George Osborne knows how to stick pins in his enemies. Using the phrase ‘Workers of the world unite’ to introduce a wheeze that will allow employees to swap employment rights for shares in their employer got well up the noses of the left. ‘There are so many holes in this it deserves to sink without a trace,’ said Mark -Serwotka of the Public and Commercial Services Union, no doubt hoping to restore his good name after his calls for public-sector workers to use the Olympics as an opportunity to strike. ‘Remember this lot were quite content to put small boys up chimneys,’ typed one Guardianista with a loose recollection of the last Conservative manifesto. Osborne has ‘as much knowledge of economics as a stick of rhubarb’, declared Paul Kenny of the GMB in a sweeping dismissal of the Chancellor’s entire party conference performance.

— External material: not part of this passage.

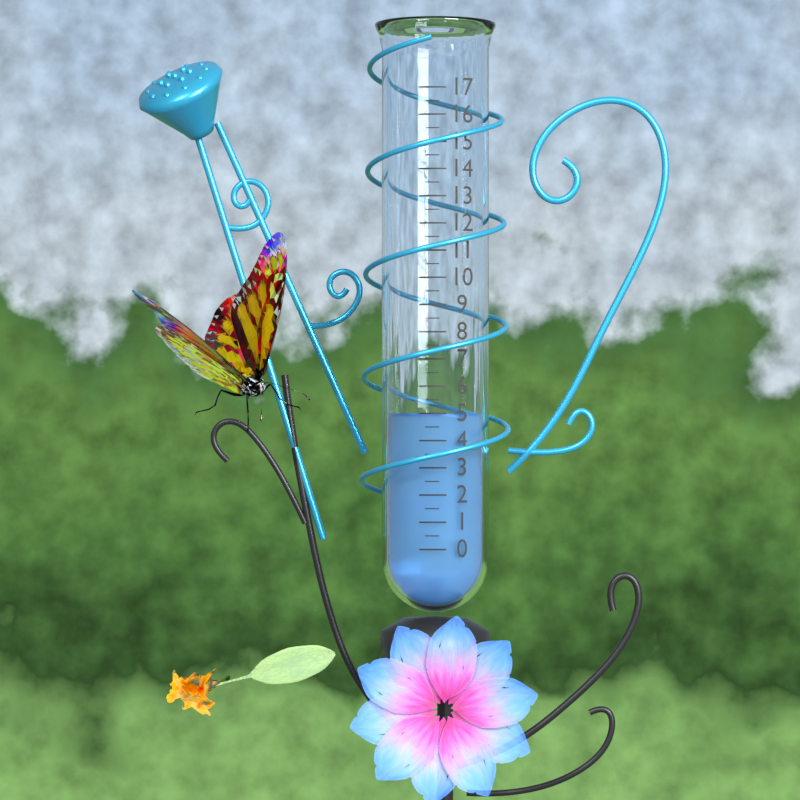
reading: 5.0 (no unit)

Even the CBI was only lukewarm, it has to be said, greeting rights-for-shares as ‘a niche idea… not relevant to all businesses’. But still the scheme circumvents the reluctance of Vince Cable to allow his coalition partners to tear even the smallest hole in the panoply of rights relating to dismissal, redundancy, flexible working and maternity leave which — although clearly an improvement on putting boys up chimneys — are most often mentioned by small-business and start-up entrepreneurs as a deterrent to expansion. And it’s surely good for workplace harmony and prosperity to foster pride of collective corporate ownership.
Beyond that, however, the Osborne scheme needs a health warning attached, because it invites workers to gamble on the qualities of their employer. In a company destined to fail because its directors are incompetent or its products are uncompetitive, you’d be better to hang on to your rights. In a start-up that has just patented cures for baldness and the common cold, by all means go for the shares — but even then the shark-tank of venture capital will pay scant respect to the interests of employee-shareholders, particularly in businesses that need successive capital-raisings to bring their ideas to commercial fruition.